The Chemistry of Love(35)



“I tried to look up his social media accounts, but as far as I can tell, he doesn’t have any. That seems both sus and refreshing at the same time.”

“What does sus mean?” I asked.

“Go online once in a while, Anna! It means suspicious. You have accounts, even though you never post. I’m not sure how I feel about this, and I have drawn many possibly incorrect conclusions about him, so now I need you to give me the details.”

I tried to shake my feet off, but the glitter was stuck to my soles like glue. Defeated, I got back into bed. I had wanted Catalina’s opinion—time to share it all with her.

So I explained how Marco had stopped by unexpectedly, our weird conversation, and then the incident with her self-tanner. “Which, by the way, you should know tends toward orange when you leave it on for too long.”

“How did you confuse a mask and self-tanner—you know what? Never mind. I’ve met you. So now your face was orange and . . .”

“And he invited me out to lunch.”

“Yes, as rich CEOs do. What did he do after you turned him down?”

I grimaced slightly. “I didn’t turn him down.”

There was a long pause on the other end. “You went out with him . . . to eat in public . . . while your face was orange.”

“It was a paler orange after I scrubbed it,” I said defensively. “Anybody would have gone. You would have. You saw that he’s hot.”

She seemed to consider this. “I mean, his hotness would definitely be a factor in his favor. But a guy who had seen me at my absolute worst wanting to hang out and talk to me? No thanks. Plus, I would have been too embarrassed to go out in public with residual self-tanner on my face.”

This meant Marco was right in his assertion that most people wouldn’t have gone to lunch with him. I didn’t accept that. “He wouldn’t tell me what he wanted to talk about. I had to go.”

“And what did he want to talk about?”

“He wants to break up Craig’s engagement.”

She gasped. “Is he in love with Craig’s fiancée?”

“They used to date. Casually,” I added, as if Marco himself were saying it. “There might have been cheating involved on her part, but I’m not sure. No, he wants to protect Craig, and he’s worried Leighton’s after Minx, so he also wants to protect the company.”

“Wait. I’m confused. Why would he want you to help out with this? You don’t even work at Minx anymore.”

That was like a little knife twist in my stomach. “Apparently, Craig and Marco have a terrible rivalry. He thinks if he and I pretend to date, that Craig will want me for himself and break off his relationship.”

I half expected an outburst, but to her credit, she didn’t laugh. “Holy duck.” She hesitated and then asked, “He really thinks you guys pretending to date will make Craig drop his fiancée?”

“Yes.”

“Wow. That is some rom-com-level delusion right there,” she said. “It’s never going to work.”

“Marco seems to think it will.”

“It’s a good thing that man is pretty, because he’s obviously not very in touch with reality. I’ve seen the movies. This sort of thing never works out. If anything, it’s only guaranteed to make you fall in love with him.”

I pulled my blanket up over my face, glad she couldn’t see me. “He made it pretty clear that that won’t happen. Not that I would want it to. I’m in love with Craig.”

That sounded a little weak, even to my ears.

“This is just some basic math here. I’m calculating some serious trouble ahead for you. It’s coming. There’s no way you get out of this without catching feelings. Because if you’re the dragon Smaug, he’s going to be your Dwarven treasure hoard you will want to keep all to yourself.”

“That’s not true. I like him as a friend. He’s easy to talk to—”

“Easy to talk to?” she interrupted me. “The man who has had two assistants quit in the last six months because he’s so terse and stern with everyone? He’s supposed to be scary.”

Scary? Marco? I couldn’t imagine it. “He’s not like that.”

“Maybe not with you. If you had ever plugged in to the office gossip once in a while and talked to someone besides just me, you would know that.”

I pushed my blanket down. It was getting hard to breathe, and my glasses were fogging up. “He’s nice. Perceptive, kind. Understanding. Smart. Maybe a little ruthless when it comes to breaking up Craig and Leighton. He can be kind of annoying sometimes, too. But I don’t know why anyone would say he’s scary. He was telling me dumb jokes at lunch.”

“Like what?”

I told her the vegan pizza one, and there was another long pause on her end. Then she said, “That’s kind of graphic.”

Sighing, I responded, “You’re not supposed to visualize it. He obviously wasn’t being serious or literal. It didn’t strike me as graphic, just funny.”

“That’s because you have the sense of humor of a ten-year-old child. Or a forty-year-old dad. I guess if nothing else, you guys will have your dumb vaudeville comedy routine in common.”

I was about to say that wasn’t true, but she did kind of have a point. “Dumb or not, it made me smile.”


◆ YOUR TASK
Wherever a picture sits, omit it. Output the rest of the listing exactly.

◆ EXERCISE DATA
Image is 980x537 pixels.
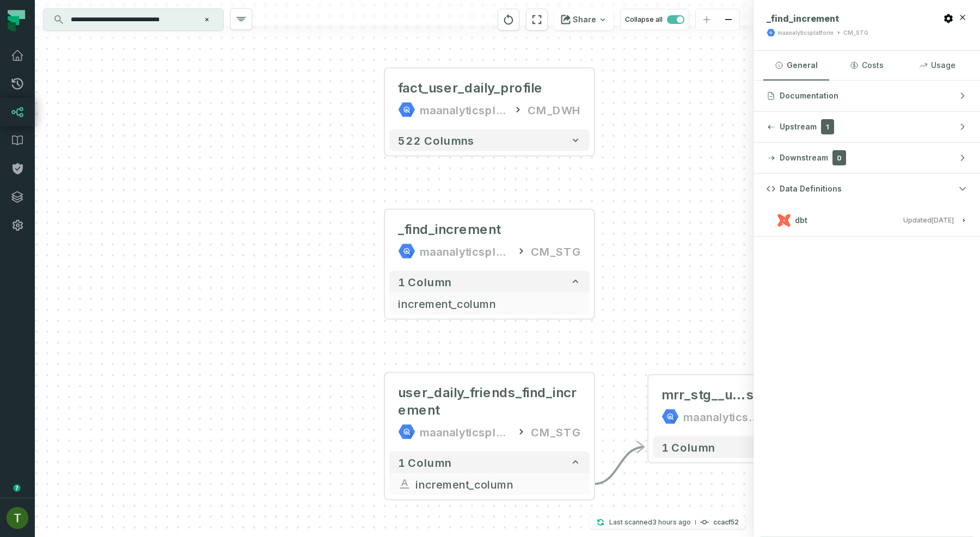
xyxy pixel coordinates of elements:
[780,183,841,194] span: Data Definitions
[419,424,511,441] div: maanalyticsplatform
[777,29,834,37] div: maanalyticsplatform
[589,516,746,529] button: Last scanned[DATE] 7:10:44 AMccacf52
[594,447,644,484] g: Edge from cd7737ab48f4c7a21ed27e066bfa4a07 to 4bcbc166315a0e253067d1cf0619a3eb
[753,112,980,142] button: Upstream1
[7,508,29,529] img: avatar of Tomer Galun
[767,213,967,228] button: dbtUpdated[DATE] 12:29:45 PM
[419,243,511,261] div: maanalyticsplatform
[780,91,839,101] span: Documentation
[661,387,746,404] span: mrr_stg__user_daily_friends_increment_dbt_coin_ma
[528,101,581,118] div: CM_DWH
[746,387,845,404] span: ster_mrr_1_17_0
[767,13,839,24] span: _find_increment
[620,8,689,30] button: Collapse all
[821,119,834,134] span: 1
[398,296,581,312] span: increment_column
[609,517,691,528] p: Last scanned
[834,50,899,80] button: Costs
[398,478,411,491] span: string
[780,121,817,132] span: Upstream
[398,384,581,419] span: user_daily_friends_find_increment
[531,243,581,261] div: CM_STG
[714,519,739,526] h4: ccacf52
[12,483,22,493] div: Tooltip anchor
[763,50,829,80] button: General
[419,101,508,118] div: maanalyticsplatform
[202,14,213,25] button: Clear search query
[531,424,581,441] div: CM_STG
[780,152,828,163] span: Downstream
[904,50,970,80] button: Usage
[398,134,474,147] span: 522 columns
[683,408,761,426] div: maanalyticsplatform
[398,221,500,239] span: _find_increment
[661,387,845,404] div: mrr_stg__user_daily_friends_increment_dbt_coin_master_mrr_1_17_0
[843,29,868,37] div: CM_STG
[795,215,808,226] span: dbt
[753,143,980,173] button: Downstream0
[398,276,451,288] span: 1 column
[398,456,451,469] span: 1 column
[652,519,691,526] relative-time: Sep 19, 2025, 7:10 AM GMT+3
[661,441,714,454] span: 1 column
[389,474,589,495] button: increment_column
[718,9,740,30] button: zoom out
[753,174,980,204] button: Data Definitions
[832,150,846,166] span: 0
[415,476,581,492] span: increment_column
[931,216,954,224] relative-time: Sep 18, 2025, 12:29 PM GMT+3
[389,292,589,314] button: increment_column
[904,216,954,224] span: Updated
[554,8,614,30] button: Share
[753,81,980,111] button: Documentation
[398,80,543,97] div: fact_user_daily_profile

◆ WRITTEN SOLUTION
Image is 980x537 pixels.
xyxy pixel coordinates of elements:
[780,183,841,194] span: Data Definitions
[419,424,511,441] div: maanalyticsplatform
[777,29,834,37] div: maanalyticsplatform
[589,516,746,529] button: Last scanned[DATE] 7:10:44 AMccacf52
[594,447,644,484] g: Edge from cd7737ab48f4c7a21ed27e066bfa4a07 to 4bcbc166315a0e253067d1cf0619a3eb
[753,112,980,142] button: Upstream1
[7,508,29,529] img: avatar of Tomer Galun
[767,213,967,228] button: dbtUpdated[DATE] 12:29:45 PM
[419,243,511,261] div: maanalyticsplatform
[780,91,839,101] span: Documentation
[661,387,746,404] span: mrr_stg__user_daily_friends_increment_dbt_coin_ma
[528,101,581,118] div: CM_DWH
[746,387,845,404] span: ster_mrr_1_17_0
[767,13,839,24] span: _find_increment
[620,8,689,30] button: Collapse all
[821,119,834,134] span: 1
[398,296,581,312] span: increment_column
[609,517,691,528] p: Last scanned
[834,50,899,80] button: Costs
[398,478,411,491] span: string
[780,121,817,132] span: Upstream
[398,384,581,419] span: user_daily_friends_find_increment
[531,243,581,261] div: CM_STG
[714,519,739,526] h4: ccacf52
[12,483,22,493] div: Tooltip anchor
[763,50,829,80] button: General
[419,101,508,118] div: maanalyticsplatform
[202,14,213,25] button: Clear search query
[531,424,581,441] div: CM_STG
[780,152,828,163] span: Downstream
[904,50,970,80] button: Usage
[398,134,474,147] span: 522 columns
[683,408,761,426] div: maanalyticsplatform
[398,221,500,239] span: _find_increment
[661,387,845,404] div: mrr_stg__user_daily_friends_increment_dbt_coin_master_mrr_1_17_0
[843,29,868,37] div: CM_STG
[795,215,808,226] span: dbt
[753,143,980,173] button: Downstream0
[398,276,451,288] span: 1 column
[398,456,451,469] span: 1 column
[652,519,691,526] relative-time: Sep 19, 2025, 7:10 AM GMT+3
[661,441,714,454] span: 1 column
[389,474,589,495] button: increment_column
[718,9,740,30] button: zoom out
[753,174,980,204] button: Data Definitions
[832,150,846,166] span: 0
[415,476,581,492] span: increment_column
[931,216,954,224] relative-time: Sep 18, 2025, 12:29 PM GMT+3
[389,292,589,314] button: increment_column
[904,216,954,224] span: Updated
[554,8,614,30] button: Share
[753,81,980,111] button: Documentation
[398,80,543,97] div: fact_user_daily_profile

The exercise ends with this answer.